The flight, due to arrive on Tuesday afternoon, could mark the second flight within a week organised by Florida Governor Ron DeSantis’s administration to move people seeking asylum in San Antonio to northeastern towns.

“We are coordinating closely with state officials and local service providers who are prepared to welcome these families in an orderly manner as they pursue their asylum claims,” White House press secretary Karine Jean-Pierre told reporters.

Governor DeSantis said he “cannot confirm” reports of the flight during a separate briefing in Florida on Tuesday.

Delaware agencies and humanitarian aid groups are bracing for the flight’s arrival following news of the flight’s travel path, set to land roughly 20 miles from the Bidens’ home in Rehoboth Beach.

A spokesperson for Governor John Carney said the office was aware of a potential arrival and preparing a response from the Delaware Emergency Management Agency and Delaware Department of Health and Social Services in coordination with local groups.

“We’re gonna be as generous as we can be and do exactly what Jesus told us to do, which is love our neighbor as we love ourselves,” St Paul’s Episcopal Church Pastor Elizabeth Kaeton told Delaware’s The News Journal.

Last week, Governor DeSantis arranged unannounced flights for 48 mostly Venezuelan migrants from San Antonio to Martha’s Vineyard, a small island off the coast of Massachusetts, where aid groups and state agencies rushed to provide shelter, food and legal support.

Attorneys for a group of migrants have alleged that people working with Florida officials coerced migrants to board the flights with false promises of cash assistance, employment and housing, with mocked-up brochures made to look like official-looking documents advertising government assistance.

Bexar County Sheriff Javier Salazar, whose district includes San Antonio, also is investigating allegations that the passengers were fraudulently “lured” to board the flights.

Governor DeSantis’s state-funded plan joins Republican governors in several states who have bused thousands of migrants to Democratic-leading cities to protest “sanctuary” policies and what they have characterised as a crisis at the US-Mexico border created by the Biden administration.

Last week, following the flights to Martha’s Vineyard, US Senator Ted Cruz of Texas wrote “Rehoboth Beach, Delaware next” and tagged Texas Governor Greg Abbot and Mr DeSantis in his post on Twitter.

“The only thing I hear them getting upset about it is 50 who end up in Martha’s Vineyard,” Governor DeSantis said during an unrelated press conference on Tuesday. “Sanctuary jurisdictions should bear the brunt of the open borders.”

The governor claimed that the president “inherited a border that wasn’t like this,” but did not mention the anti-immigration agenda under Donald Trump that rejected entry for people seeking asylum while overseeing border law enforcement that operated with impunity, accelerating a crisis as millions collapse, violence and corruption in Mexico and Central and South America.

“He has created a crisis,” according to the governor.

Flight trackers show that a plane potentially carrying migrants was set to depart San Antonio this morning before continuing towards Delaware.

According to state records, the DeSantis administration has spent more than $1.5m on contracts with aviation firms for migrant flights, part of a $12m state-funded prorgramem to remove migrants from the state, which has faced intense political and legal scrutiny, with attorneys and advocates demanding federal probes and law enforcement actions.

Million of people have fled Venezeula following that country’s economic and political collapse, medicine and food shortages and threats of violence.

The number of Venezuelans seeking entry into the US has steadily climbed in recent years.

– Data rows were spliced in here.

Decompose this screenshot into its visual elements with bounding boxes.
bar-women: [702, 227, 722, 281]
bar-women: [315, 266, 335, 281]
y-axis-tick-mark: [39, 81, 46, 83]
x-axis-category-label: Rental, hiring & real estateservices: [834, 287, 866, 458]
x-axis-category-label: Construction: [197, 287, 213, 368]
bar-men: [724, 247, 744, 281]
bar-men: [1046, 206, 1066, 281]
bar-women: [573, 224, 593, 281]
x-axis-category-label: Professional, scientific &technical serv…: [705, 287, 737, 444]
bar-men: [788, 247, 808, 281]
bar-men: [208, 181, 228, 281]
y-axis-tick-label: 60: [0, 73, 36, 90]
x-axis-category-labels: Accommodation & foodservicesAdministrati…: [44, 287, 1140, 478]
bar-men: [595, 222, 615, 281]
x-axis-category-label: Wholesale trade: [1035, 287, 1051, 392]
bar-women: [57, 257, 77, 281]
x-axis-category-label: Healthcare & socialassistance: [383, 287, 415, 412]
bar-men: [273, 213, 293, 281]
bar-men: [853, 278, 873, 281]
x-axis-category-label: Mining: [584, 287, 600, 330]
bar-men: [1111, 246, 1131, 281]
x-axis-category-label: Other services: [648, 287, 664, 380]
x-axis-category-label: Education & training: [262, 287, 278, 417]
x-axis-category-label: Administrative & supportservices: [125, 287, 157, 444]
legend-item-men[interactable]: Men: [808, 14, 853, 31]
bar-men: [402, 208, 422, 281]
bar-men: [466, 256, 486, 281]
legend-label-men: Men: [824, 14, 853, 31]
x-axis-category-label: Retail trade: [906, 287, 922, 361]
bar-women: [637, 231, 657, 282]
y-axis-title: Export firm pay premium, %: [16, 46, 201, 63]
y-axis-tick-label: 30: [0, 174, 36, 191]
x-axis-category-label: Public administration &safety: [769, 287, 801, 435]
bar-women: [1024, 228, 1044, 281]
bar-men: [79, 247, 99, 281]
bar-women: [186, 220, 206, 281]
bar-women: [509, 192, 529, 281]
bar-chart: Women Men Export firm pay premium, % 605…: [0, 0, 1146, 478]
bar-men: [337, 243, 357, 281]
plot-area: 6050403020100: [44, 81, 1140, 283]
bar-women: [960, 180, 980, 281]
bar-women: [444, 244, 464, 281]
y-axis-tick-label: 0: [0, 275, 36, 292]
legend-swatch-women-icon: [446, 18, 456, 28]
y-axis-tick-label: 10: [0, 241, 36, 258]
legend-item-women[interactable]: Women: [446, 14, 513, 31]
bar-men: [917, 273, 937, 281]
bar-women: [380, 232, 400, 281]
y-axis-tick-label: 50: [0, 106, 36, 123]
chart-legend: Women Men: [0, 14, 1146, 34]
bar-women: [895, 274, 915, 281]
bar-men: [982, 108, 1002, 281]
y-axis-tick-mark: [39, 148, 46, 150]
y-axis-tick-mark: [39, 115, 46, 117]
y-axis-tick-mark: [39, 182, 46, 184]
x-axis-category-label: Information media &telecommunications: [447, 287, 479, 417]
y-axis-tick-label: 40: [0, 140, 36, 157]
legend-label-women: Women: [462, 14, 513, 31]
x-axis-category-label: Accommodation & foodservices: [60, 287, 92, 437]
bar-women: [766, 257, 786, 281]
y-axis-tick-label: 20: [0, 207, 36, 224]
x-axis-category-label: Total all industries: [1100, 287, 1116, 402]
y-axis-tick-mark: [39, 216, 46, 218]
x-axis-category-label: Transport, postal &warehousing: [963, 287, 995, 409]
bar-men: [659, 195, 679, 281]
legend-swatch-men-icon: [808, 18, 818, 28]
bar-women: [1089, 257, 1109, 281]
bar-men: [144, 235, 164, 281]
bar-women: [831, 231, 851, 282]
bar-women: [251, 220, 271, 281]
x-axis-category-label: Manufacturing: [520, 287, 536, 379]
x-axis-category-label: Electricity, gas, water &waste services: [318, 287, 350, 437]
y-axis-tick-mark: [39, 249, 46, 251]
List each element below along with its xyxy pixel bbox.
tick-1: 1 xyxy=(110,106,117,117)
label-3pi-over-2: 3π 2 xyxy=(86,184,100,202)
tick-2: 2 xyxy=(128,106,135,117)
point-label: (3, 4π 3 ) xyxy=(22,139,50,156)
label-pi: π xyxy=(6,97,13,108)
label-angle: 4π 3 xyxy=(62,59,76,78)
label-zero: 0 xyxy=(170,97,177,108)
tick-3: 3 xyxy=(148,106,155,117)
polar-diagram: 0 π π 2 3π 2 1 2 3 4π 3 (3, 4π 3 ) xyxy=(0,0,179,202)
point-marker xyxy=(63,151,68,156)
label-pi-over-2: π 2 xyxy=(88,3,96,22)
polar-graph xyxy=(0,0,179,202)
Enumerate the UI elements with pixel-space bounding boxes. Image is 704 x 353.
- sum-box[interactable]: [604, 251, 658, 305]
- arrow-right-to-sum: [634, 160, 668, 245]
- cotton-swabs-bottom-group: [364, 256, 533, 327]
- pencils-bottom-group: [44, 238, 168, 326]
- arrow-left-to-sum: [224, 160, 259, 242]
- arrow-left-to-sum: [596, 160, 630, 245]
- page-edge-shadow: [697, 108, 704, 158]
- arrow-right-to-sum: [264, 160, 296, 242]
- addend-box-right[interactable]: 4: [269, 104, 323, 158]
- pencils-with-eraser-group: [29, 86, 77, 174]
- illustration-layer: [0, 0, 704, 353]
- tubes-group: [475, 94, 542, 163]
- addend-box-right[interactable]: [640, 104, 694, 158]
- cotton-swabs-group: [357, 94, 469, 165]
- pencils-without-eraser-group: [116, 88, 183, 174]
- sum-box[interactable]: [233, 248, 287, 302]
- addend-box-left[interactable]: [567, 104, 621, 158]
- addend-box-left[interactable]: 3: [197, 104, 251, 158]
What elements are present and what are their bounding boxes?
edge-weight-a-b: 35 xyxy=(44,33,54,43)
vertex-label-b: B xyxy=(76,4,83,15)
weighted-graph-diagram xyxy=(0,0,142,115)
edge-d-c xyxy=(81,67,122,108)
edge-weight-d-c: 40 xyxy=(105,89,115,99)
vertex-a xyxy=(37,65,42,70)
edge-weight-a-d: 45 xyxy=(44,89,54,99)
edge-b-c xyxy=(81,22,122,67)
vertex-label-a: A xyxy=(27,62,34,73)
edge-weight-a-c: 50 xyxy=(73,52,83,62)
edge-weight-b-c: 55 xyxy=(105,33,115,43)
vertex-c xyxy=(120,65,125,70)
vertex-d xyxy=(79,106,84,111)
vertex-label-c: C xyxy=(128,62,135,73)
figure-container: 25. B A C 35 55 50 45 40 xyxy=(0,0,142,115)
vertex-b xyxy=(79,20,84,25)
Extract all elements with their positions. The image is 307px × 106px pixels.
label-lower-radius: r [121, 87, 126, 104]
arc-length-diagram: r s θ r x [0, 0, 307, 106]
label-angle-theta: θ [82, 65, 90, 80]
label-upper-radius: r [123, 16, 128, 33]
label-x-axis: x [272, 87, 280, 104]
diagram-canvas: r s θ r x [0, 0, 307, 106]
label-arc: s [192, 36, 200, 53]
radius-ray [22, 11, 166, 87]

In July, US Customs and Border Protection officials reported encounters with Venezeulan migrants reached more than 17,00 – triple the number that was reported one month earlier.

“Failing” regimes in Venezuela as well as Cuba and Nicaragua “are driving a new wave of migration across the Western Hemisphere, including the recent increase in encounters at the southwest US border,” according to a statement from US Customs and Border Protection Commissioner Chris Magnus.

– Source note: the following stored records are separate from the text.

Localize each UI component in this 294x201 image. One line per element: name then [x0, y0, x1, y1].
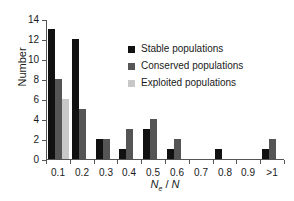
legend-item-label: Conserved populations [141, 60, 243, 72]
y-axis-tick-label: 2 [33, 133, 39, 146]
bar [119, 149, 126, 159]
y-axis-tick-mark [42, 100, 46, 101]
bar [215, 149, 222, 159]
y-axis-tick-mark [42, 60, 46, 61]
y-axis-tick-mark [42, 140, 46, 141]
y-axis-tick-label: 10 [28, 53, 39, 66]
bar [126, 129, 133, 159]
y-axis-tick: 10 [4, 60, 46, 61]
x-axis-tick-mark [117, 160, 118, 164]
bar [79, 109, 86, 159]
y-axis-tick-mark [42, 20, 46, 21]
legend-item-label: Stable populations [141, 43, 223, 55]
chart-legend: Stable populationsConserved populationsE… [128, 42, 288, 93]
y-axis-tick-label: 4 [33, 113, 39, 126]
bar [72, 39, 79, 159]
x-axis-tick-mark [236, 160, 237, 164]
legend-item: Exploited populations [128, 76, 288, 90]
legend-swatch-icon [128, 63, 135, 70]
y-axis-tick-mark [42, 80, 46, 81]
bar [62, 99, 69, 159]
bar [167, 149, 174, 159]
legend-item: Stable populations [128, 42, 288, 56]
x-axis-title-denominator: N [172, 178, 180, 190]
y-axis-tick: 0 [4, 160, 46, 161]
bar [174, 139, 181, 159]
y-axis-title: Number [15, 17, 29, 117]
legend-item: Conserved populations [128, 59, 288, 73]
x-axis-title: Ne / N [46, 178, 284, 192]
y-axis-tick-label: 8 [33, 73, 39, 86]
x-axis-tick-mark [189, 160, 190, 164]
x-axis-tick-mark [260, 160, 261, 164]
y-axis-tick: 6 [4, 100, 46, 101]
x-axis-tick-mark [284, 160, 285, 164]
bar [262, 149, 269, 159]
y-axis-tick-label: 6 [33, 93, 39, 106]
bar [55, 79, 62, 159]
y-axis-line [46, 20, 47, 160]
y-axis-tick: 8 [4, 80, 46, 81]
x-axis-tick-mark [46, 160, 47, 164]
bar [150, 119, 157, 159]
y-axis-tick: 4 [4, 120, 46, 121]
x-axis-tick-mark [213, 160, 214, 164]
y-axis-tick-mark [42, 40, 46, 41]
x-axis-tick-mark [141, 160, 142, 164]
y-axis-tick-label: 12 [28, 33, 39, 46]
y-axis-tick-mark [42, 120, 46, 121]
y-axis-tick: 12 [4, 40, 46, 41]
x-axis-tick-mark [165, 160, 166, 164]
bar [143, 129, 150, 159]
x-axis-tick-mark [94, 160, 95, 164]
bar [103, 139, 110, 159]
x-axis-title-separator: / [162, 178, 171, 190]
y-axis-tick-label: 14 [28, 13, 39, 26]
legend-item-label: Exploited populations [141, 77, 236, 89]
legend-swatch-icon [128, 46, 135, 53]
y-axis-tick-label: 0 [33, 153, 39, 166]
y-axis-tick: 14 [4, 20, 46, 21]
bar [48, 29, 55, 159]
bar [269, 139, 276, 159]
bar-chart-figure: Number 02468101214 0.10.20.30.40.50.60.7… [0, 0, 294, 201]
y-axis-tick: 2 [4, 140, 46, 141]
x-axis-tick-mark [70, 160, 71, 164]
legend-swatch-icon [128, 80, 135, 87]
bar [96, 139, 103, 159]
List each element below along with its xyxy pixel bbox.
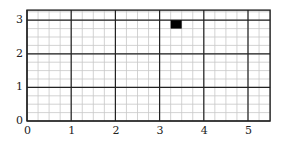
filled-cell: [171, 20, 182, 28]
y-tick-label: 0: [16, 115, 23, 126]
x-tick-label: 5: [245, 125, 252, 136]
y-tick-label: 2: [16, 48, 23, 59]
x-tick-label: 2: [112, 125, 119, 136]
grid-chart: [0, 0, 284, 145]
x-tick-label: 3: [157, 125, 164, 136]
filled-cells: [171, 20, 182, 28]
y-tick-label: 1: [16, 81, 23, 92]
minor-grid: [27, 10, 270, 121]
x-tick-label: 0: [24, 125, 31, 136]
x-tick-label: 1: [68, 125, 75, 136]
y-tick-label: 3: [16, 14, 23, 25]
x-tick-label: 4: [201, 125, 208, 136]
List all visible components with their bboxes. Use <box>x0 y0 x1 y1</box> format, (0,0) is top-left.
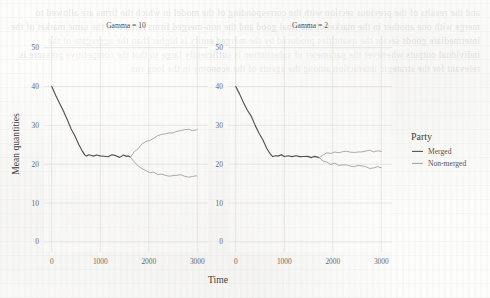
x-tick-label-2000: 2000 <box>325 257 340 266</box>
legend-label-non-merged: Non-merged <box>428 159 466 168</box>
y-tick-label-40: 40 <box>32 82 40 91</box>
chart-figure: Gamma = 10010203040500100020003000Gamma … <box>0 0 490 298</box>
y-tick-label-0: 0 <box>219 237 223 246</box>
legend: PartyMergedNon-merged <box>411 131 466 168</box>
faceted-line-chart: Gamma = 10010203040500100020003000Gamma … <box>0 0 490 298</box>
y-tick-label-10: 10 <box>32 199 40 208</box>
x-tick-label-1000: 1000 <box>277 257 292 266</box>
y-tick-label-50: 50 <box>32 43 40 52</box>
facet-panel-gamma-10: Gamma = 10010203040500100020003000 <box>32 21 208 266</box>
y-axis-title: Mean quantities <box>10 113 21 175</box>
y-tick-label-20: 20 <box>32 160 40 169</box>
legend-label-merged: Merged <box>428 147 452 156</box>
x-tick-label-0: 0 <box>234 257 238 266</box>
y-tick-label-40: 40 <box>216 82 224 91</box>
x-tick-label-0: 0 <box>50 257 54 266</box>
y-tick-label-0: 0 <box>35 237 39 246</box>
x-axis-title: Time <box>208 274 228 285</box>
y-tick-label-50: 50 <box>216 43 224 52</box>
panel-background <box>44 36 208 252</box>
y-tick-label-30: 30 <box>216 121 224 130</box>
facet-title-gamma-10: Gamma = 10 <box>106 21 146 30</box>
y-tick-label-20: 20 <box>216 160 224 169</box>
x-tick-label-3000: 3000 <box>190 257 205 266</box>
legend-title: Party <box>411 131 432 142</box>
x-tick-label-1000: 1000 <box>93 257 108 266</box>
x-tick-label-2000: 2000 <box>141 257 156 266</box>
facet-panel-gamma-2: Gamma = 2010203040500100020003000 <box>216 21 392 266</box>
panel-background <box>228 36 392 252</box>
y-tick-label-10: 10 <box>216 199 224 208</box>
facet-title-gamma-2: Gamma = 2 <box>292 21 328 30</box>
y-tick-label-30: 30 <box>32 121 40 130</box>
x-tick-label-3000: 3000 <box>374 257 389 266</box>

Mr Jean-Pierre said the administration has “put forth a solution on how to move foward [with immigration reform] but what Republicans want to do ... is [move] forward with political stunts.”

“When you think about what’s going on in Venezuela, when you think about what’s going on in Nicaragua, when you think about what’s going on in Cuba – they are fleeing political persecution only to be used as a political pawn by the Florida governor,” she said.